What is this blog about?

Hi there. I'm Liz. Come read about my adventures studying China, the Chinese language, Chinese cooking and all things Chinese. This blog is a collection of anecdotes from my recent or recently-passed experiences - my thoughts, feelings, and conclusions regarding my attempt to become Chinese. Or sort of.

This will also serve as my travel blog, so when I am in places that are NOT China, you'll get to hear about those as well.

Friday, March 4, 2011

There Are More Things in Heaven and Earth Than Dreamt of in Your Philosophy... (or) What the Hell is it She Likes About China?!

(A special thanks to Adam Nelson, some of whose phrases I ably stole and reiterated in the case to make my point on China.) 

One of my best friends and I have known each other for almost 21 years now. Growing up, we were inseparable. One of our favorite pastimes was to visit her grandparents, who lived between us, only two or three blocks away from each of us. I remember evenings with her family there - her grandmother would cook spaghetti and invite me to stay for dinner. Gladly I would do so, not thinking that I would ever get older, that things would change.
It had been a long time since I had seen Pap-pap. A few months ago, him looking pretty much the same as ever, I approached him and hugged him, surprised that he seemed to remember me, despite the fact that I was taller, thinner, and my hair was 12 inches shorter.
My friend has been updating me on him since, telling me when he asks about me and the funny things that he says. When my friend reminded him that I had studied abroad in China and was studying China as an academic subject, he frankly asked,
"What the hell is it she likes about China?!"
Thanks, Pap-pap.
Little did he know that I had absolutely no answer for that question.
It's been almost three years now since I returned from Beijing. When I was about to leave, I couldn't wait. I was excited to return home and vowed that, while I might visit, I would never again spend 6 months in China.  I hated it. My expectations were nothing akin to what it was that I truly experienced. I had expected wise men wandering the streets, full of advice for anyone who would listen, middle-aged men sitting on the street playing Chinese chess, temples, Confucianism, and the Great Wall. I had expected to see the nation with the world's strongest maritime fleets in history, that "discovered" America before Columbus, that invented gunpowder, fireworks, paper, and the compass, and whose history dates back over four thousand years.
All these things I found, but not in the way that I had expected. Mere glimpses of this particular past are all that remain, in most cases. Since then, I have worked a full-time job, been in a committed relationship, and am looking forward to graduate school. And now, I can't wait to return to China.
When other students travel to Spain or Germany or Japan and they are faced with the question, "How was (insert name of country here)?" the response I often hear is, "It was awesome!" When I am faced with the question, "How was China?" I often find that I haven't any idea what to say.
Since returning, I have had career crises, identity crises, you name it. As a performer, always having been involved in acting, singing and dancing, seeing China's lack of interest in the arts was particularly difficult for me to bear. There was a period of about a month when I thought I had ruined my life by studying China and wished I had chosen Japan instead, the font of cultural creativity.
In my quest to find just exactly what the hell is was that I liked about China, I started reading many books, watching documentaries, and talking to people about their interest in the country. And I became hooked. I have heard it said that "what you realize, being abroad, are all the things you love and miss when they’re gone. What you realize, coming back, are all the things you’ve left behind." Nothing could be truer.
To this day, I can't tell you what it is that fascinates me about this place. Maybe I never will be able to articulate it. It is a crazy place, unlike anything you've ever seen or experienced - a country caught between tradition and modernization, both of which they simultaneously reject and embrace. A nation still on the birth of what we Westerners deem as "modernization", one leg rooted firmly in the past and one just barely crossing the line into the here and now. It is a country with ideals and theories fraught with contradictions.
Simultaneously, this country is a font of natural beauty not to be found anywhere else on the planet. A typical mountain scene painted in the traditional Chinese style of brush painting leads many people to believe that these natural scenes of astounding beauty are a thing from the past, that existed in another lifetime far removed from today’s day and age. I can tell you they are not. They still exist. You simply have to seek them out. The grandeur will astonish you. 

I can't tell you anything about China. I can't even speak about it.
There are more things in Heaven and Earth, Horatio, then dreamt of in your philosophy.
You simply have to see it to believe it.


* **Task to carry out**
Give the data again exactly as it is written.

* **Supplied information**

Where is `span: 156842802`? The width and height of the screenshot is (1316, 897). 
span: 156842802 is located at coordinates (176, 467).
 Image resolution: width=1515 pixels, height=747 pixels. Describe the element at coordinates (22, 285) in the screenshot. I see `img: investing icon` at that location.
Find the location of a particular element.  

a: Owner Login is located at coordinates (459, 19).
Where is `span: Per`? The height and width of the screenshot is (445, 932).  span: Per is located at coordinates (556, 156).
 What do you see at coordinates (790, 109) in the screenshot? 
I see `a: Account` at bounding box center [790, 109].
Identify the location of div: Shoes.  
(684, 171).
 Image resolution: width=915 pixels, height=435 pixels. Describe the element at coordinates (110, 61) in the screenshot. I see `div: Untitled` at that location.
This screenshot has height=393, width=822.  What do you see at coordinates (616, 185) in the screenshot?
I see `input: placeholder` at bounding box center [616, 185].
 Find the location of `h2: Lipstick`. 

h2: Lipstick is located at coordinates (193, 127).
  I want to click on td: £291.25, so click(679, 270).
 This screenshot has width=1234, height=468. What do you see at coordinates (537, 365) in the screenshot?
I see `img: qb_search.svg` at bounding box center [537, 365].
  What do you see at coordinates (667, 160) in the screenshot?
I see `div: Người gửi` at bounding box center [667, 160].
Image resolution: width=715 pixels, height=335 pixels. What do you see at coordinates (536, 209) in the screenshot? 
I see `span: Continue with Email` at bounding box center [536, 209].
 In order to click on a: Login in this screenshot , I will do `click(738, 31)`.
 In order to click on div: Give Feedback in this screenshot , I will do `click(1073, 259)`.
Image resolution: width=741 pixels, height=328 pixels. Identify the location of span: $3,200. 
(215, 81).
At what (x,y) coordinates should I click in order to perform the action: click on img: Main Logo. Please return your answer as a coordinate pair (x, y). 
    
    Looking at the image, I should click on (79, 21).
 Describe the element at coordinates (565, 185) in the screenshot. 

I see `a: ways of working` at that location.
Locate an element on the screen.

* **Written answer**
Where is `span: 156842802`? The width and height of the screenshot is (1316, 897). 
span: 156842802 is located at coordinates (176, 467).
 Image resolution: width=1515 pixels, height=747 pixels. Describe the element at coordinates (22, 285) in the screenshot. I see `img: investing icon` at that location.
Find the location of a particular element.  

a: Owner Login is located at coordinates (459, 19).
Where is `span: Per`? The height and width of the screenshot is (445, 932).  span: Per is located at coordinates (556, 156).
 What do you see at coordinates (790, 109) in the screenshot? 
I see `a: Account` at bounding box center [790, 109].
Identify the location of div: Shoes.  
(684, 171).
 Image resolution: width=915 pixels, height=435 pixels. Describe the element at coordinates (110, 61) in the screenshot. I see `div: Untitled` at that location.
This screenshot has height=393, width=822.  What do you see at coordinates (616, 185) in the screenshot?
I see `input: placeholder` at bounding box center [616, 185].
 Find the location of `h2: Lipstick`. 

h2: Lipstick is located at coordinates (193, 127).
  I want to click on td: £291.25, so click(679, 270).
 This screenshot has width=1234, height=468. What do you see at coordinates (537, 365) in the screenshot?
I see `img: qb_search.svg` at bounding box center [537, 365].
  What do you see at coordinates (667, 160) in the screenshot?
I see `div: Người gửi` at bounding box center [667, 160].
Image resolution: width=715 pixels, height=335 pixels. What do you see at coordinates (536, 209) in the screenshot? 
I see `span: Continue with Email` at bounding box center [536, 209].
 In order to click on a: Login in this screenshot , I will do `click(738, 31)`.
 In order to click on div: Give Feedback in this screenshot , I will do `click(1073, 259)`.
Image resolution: width=741 pixels, height=328 pixels. Identify the location of span: $3,200. 
(215, 81).
At what (x,y) coordinates should I click in order to perform the action: click on img: Main Logo. Please return your answer as a coordinate pair (x, y). 
    
    Looking at the image, I should click on (79, 21).
 Describe the element at coordinates (565, 185) in the screenshot. 

I see `a: ways of working` at that location.
Locate an element on the screen.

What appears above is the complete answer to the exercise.